Architecture studio Family New York has completed this Brooklyn store for record label Fool's Gold, which features polycarbonate screens that frame a gold mirror and form niches that include a DJ booth.
The Fool's Gold store on 147 Grand Street in Brooklyn sells the label's branded clothing, including sportswear, hats, and accessories like phone cases and bags, as well as vinyls and CDs.
Its opening earlier this year marks the 10th anniversary of the label founded by DJÂ A-Trak, which previously had a smaller shop, while also selling online.
Fool's Gold tasked local studio Family New York to design the new, larger 500-square-foot (46.5-square-metre) space with the aim to make it "unlike any record store", and set apart from the stripped-back, minimalistic style of many clothing boutiques.
"None of our peer labels have brick and mortar spaces like this," A-Trak told Dezeen. "If anything, lately everyone's been doing pop-ups. We wanted a permanent space."
"Even in clothing, a lot of stores are using the same tropes: white box, exposed wood, lots of plants," he continued. "We wanted to stand out from that."
Fashion retailers often opt to showcase their garments in pared-back, sparse spaces to keep the focus on the clothes. Examples include Christopher Kane's London store by John Pawson and Acne Studio's shop in Seoul by Sophie Hicks.
Contrastingly, Family New York has filled Fool's Gold's space with polycarbonate screens that create different bays for records, clothes, magazines, a place to DJ and an area to sit around.
The triple-layered screens are punctured with the same-sized cutout to frame the golden mirror at the rear, which provides a reflection of each of the screens and the storefront, and makes the space appear larger than it is.
"We were really interested in the entire world that Fool's Gold had created – not just a record label," Family New York founder Dong-Ping Wong told Dezeen. "It's a community centred around music but also touching on fashion, culture, general good vibes."
"The layout is an enfilade, with different display areas on the right and left of the centred openings, and a gold mirror at the back to extend the enfilade illusion," he added.
"The enfilade was a good strategy for this since it gave more interesting moments to this small space, and created a striking visual moment right when you walk in or look in from the street."
A-Trak said that the layout of the store also offers lots of "Instagram moments". "The store becomes something that travels through photos and entices people to buy from the brand," he said.

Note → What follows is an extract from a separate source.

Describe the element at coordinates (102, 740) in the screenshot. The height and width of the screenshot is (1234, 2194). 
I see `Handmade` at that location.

The material choices of low-cost industrial-style polycarbonate and cement flooring also meet with Fool's Gold's tight budget, while the golden mirror offers a contrasting luxurious touch.

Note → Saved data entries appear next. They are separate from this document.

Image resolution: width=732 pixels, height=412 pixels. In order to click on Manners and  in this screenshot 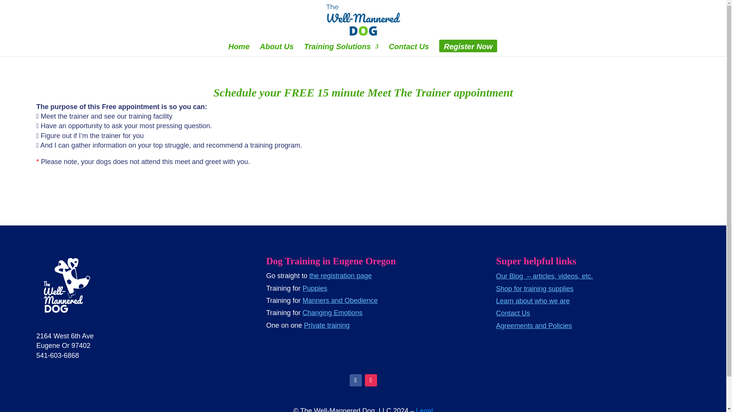, I will do `click(324, 300)`.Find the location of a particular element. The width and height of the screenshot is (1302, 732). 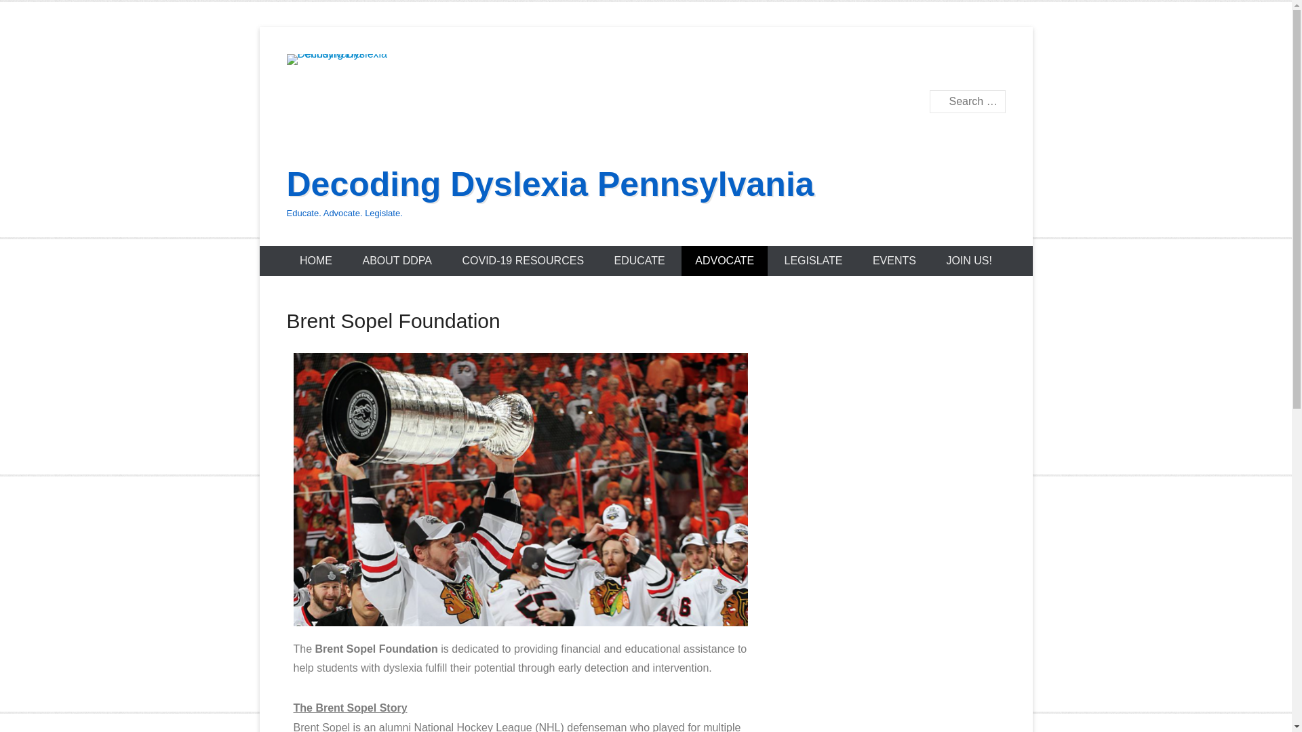

Twitter is located at coordinates (936, 65). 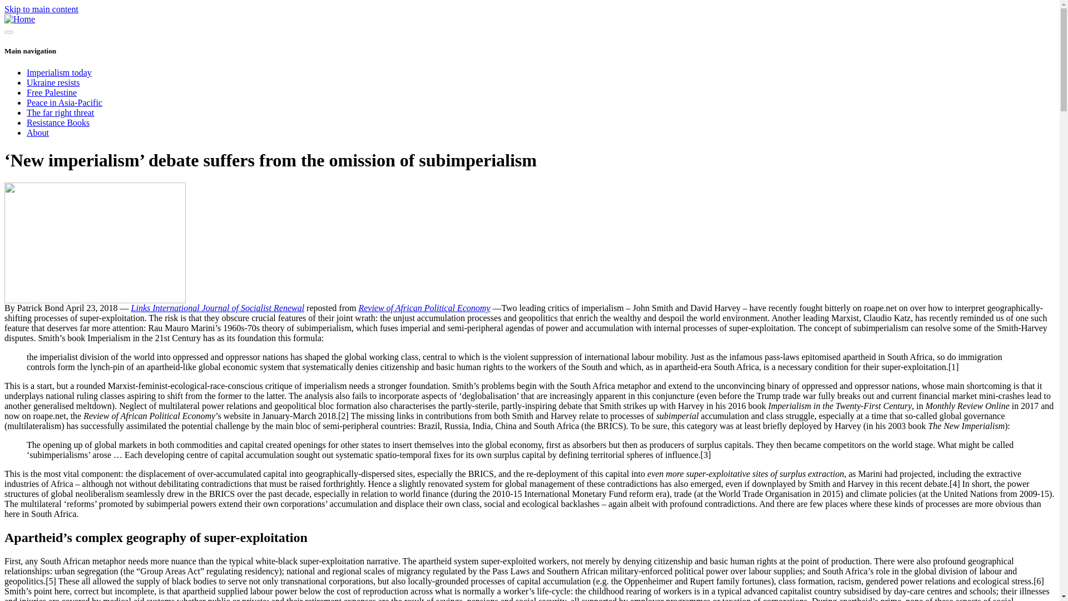 I want to click on Peace in Asia-Pacific, so click(x=65, y=102). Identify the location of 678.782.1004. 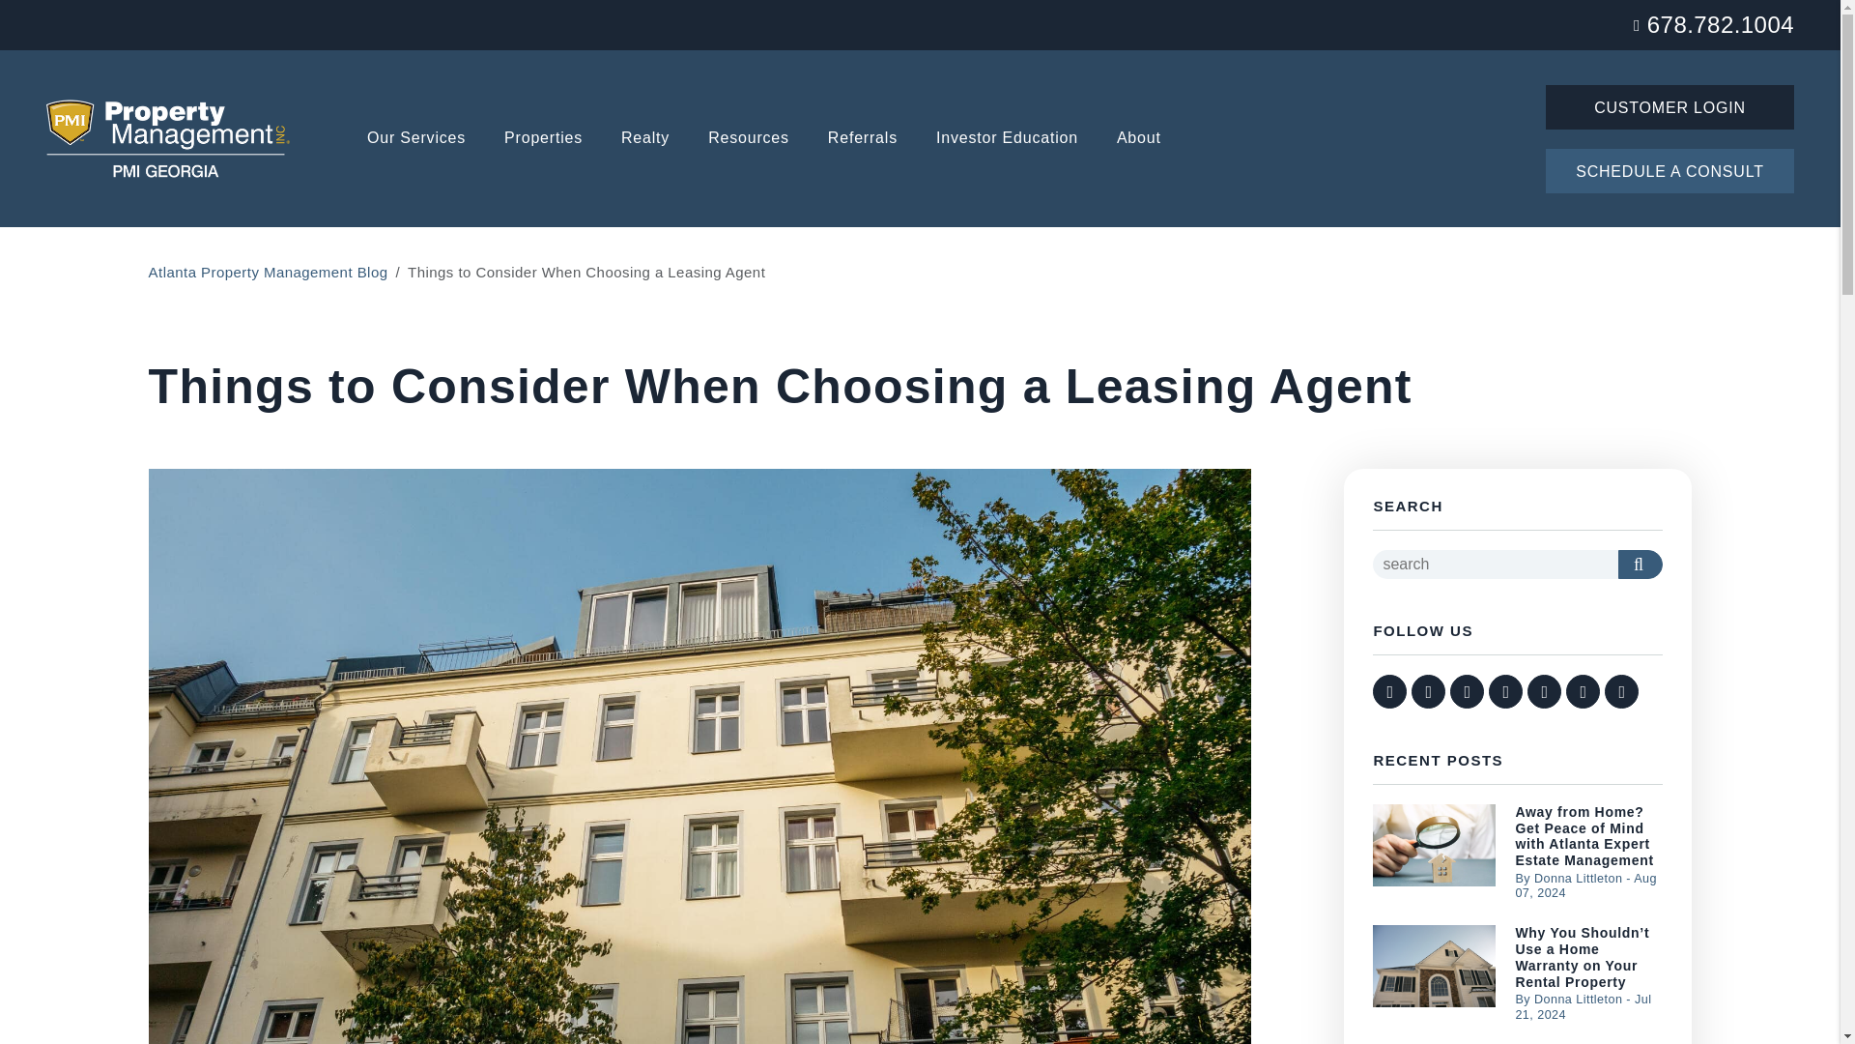
(1720, 23).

Local art studio The Principals created furniture for the space using equally inexpensive materials, includes rubber gym-mat flooring.
The record crates are made from milkcrates dipped in plaster, which A-Trak said makes the podiums look like an art installation.
"We wanted to take materials that had a certain nobility or cultural reference, but were overlooked – like rubber flooring or plaster – or used for mundane tasks – milk crates as record storage – and pervert them with abstracted material processes and geometric forms," The Principals told Dezeen.
Other materials used include wooden record stands, which are copper-coated and oxidised to create a patina, and plaster-coated plywood. At the front of the store, the flakeboard desk is covered in zinc that has been blackened and polished.
Fool's Gold also includes office space and 400-square-foot (37 metres) of distribution and stock storage in the basement.
Family New York's founders previously worked at architecture firm OMA, and also design the stores for Off-white – the streetwear brand started by Kanye West's creative director Virgil Abloh.